Posted on:2015-05-22Degree:Ph.DType:Dissertation
University:Howard UniversityCandidate:Lyle, Timothy ScottFull Text:PDF
GTID:1457390005982684Subject:Modern literature
Abstract/Summary:
In this project, I explore a cultural obsession and a heretofore under-examined area of HIV/AIDS literary and cultural studies scholarship: the pleasures of reading, writing, or talking about HIV infection stories or about the manifestations of the AIDS-laden body. By examining life writing, fiction, and film, I ask the following: what are the various pleasures experienced by producers, narrators, and consumers of HIV/AIDS narratives? What if the safer, more socially acceptable categories of mourning, grief, activism, or cultural memory are not the only forces that propel us through the painful recollections of HIV/AIDS narratives? What might we gain from investigating some of the various registers of narrative pleasure tangled up in the Gordian knot of pleasure and pain that refuses to unravel into two tidy, discrete strands of discernable experience?
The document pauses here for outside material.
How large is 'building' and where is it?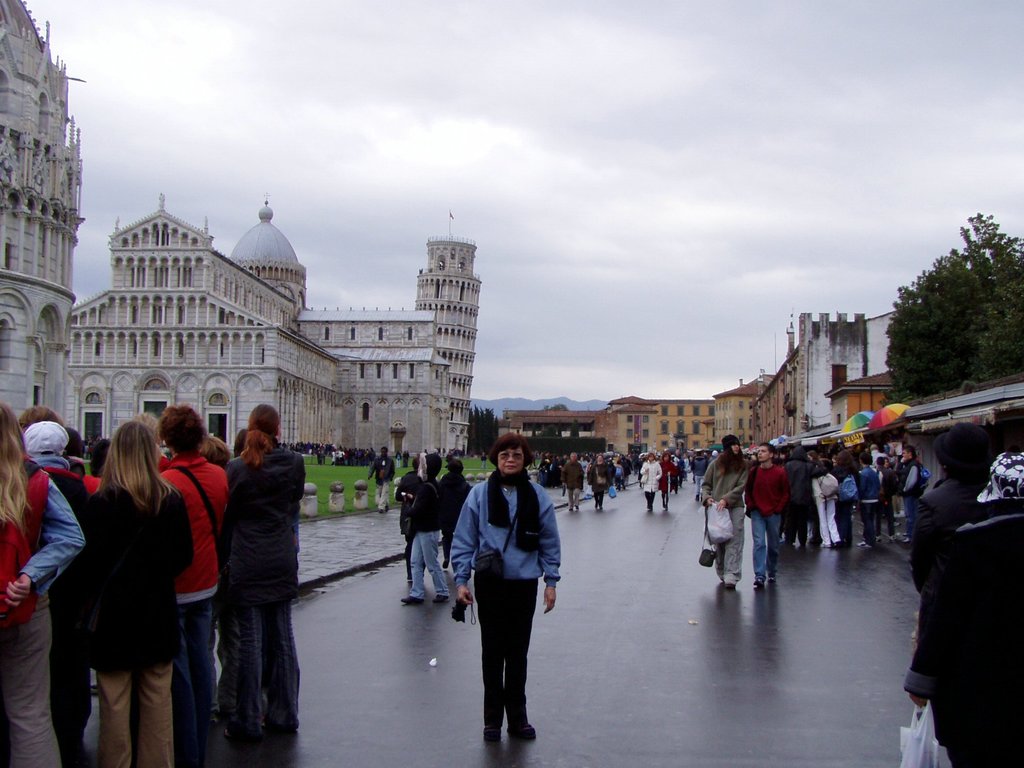
Bounding box: {"left": 753, "top": 311, "right": 896, "bottom": 446}.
To probe these concerns a little more forcefully, I read Jamaica Kincaid's My Brother (1997), Pearl Cleage's What Looks Like Crazy on an Ordinary Day (1997), Louise Hogarth's The Gift (2003), and Dennis Cooper's The Sluts (2004) to highlight three distinct registers of pleasure: voyeurism in narrative, domestication of the threatening HIV-positive subject in fiction, and the eroticization of the virus itself in film and fiction.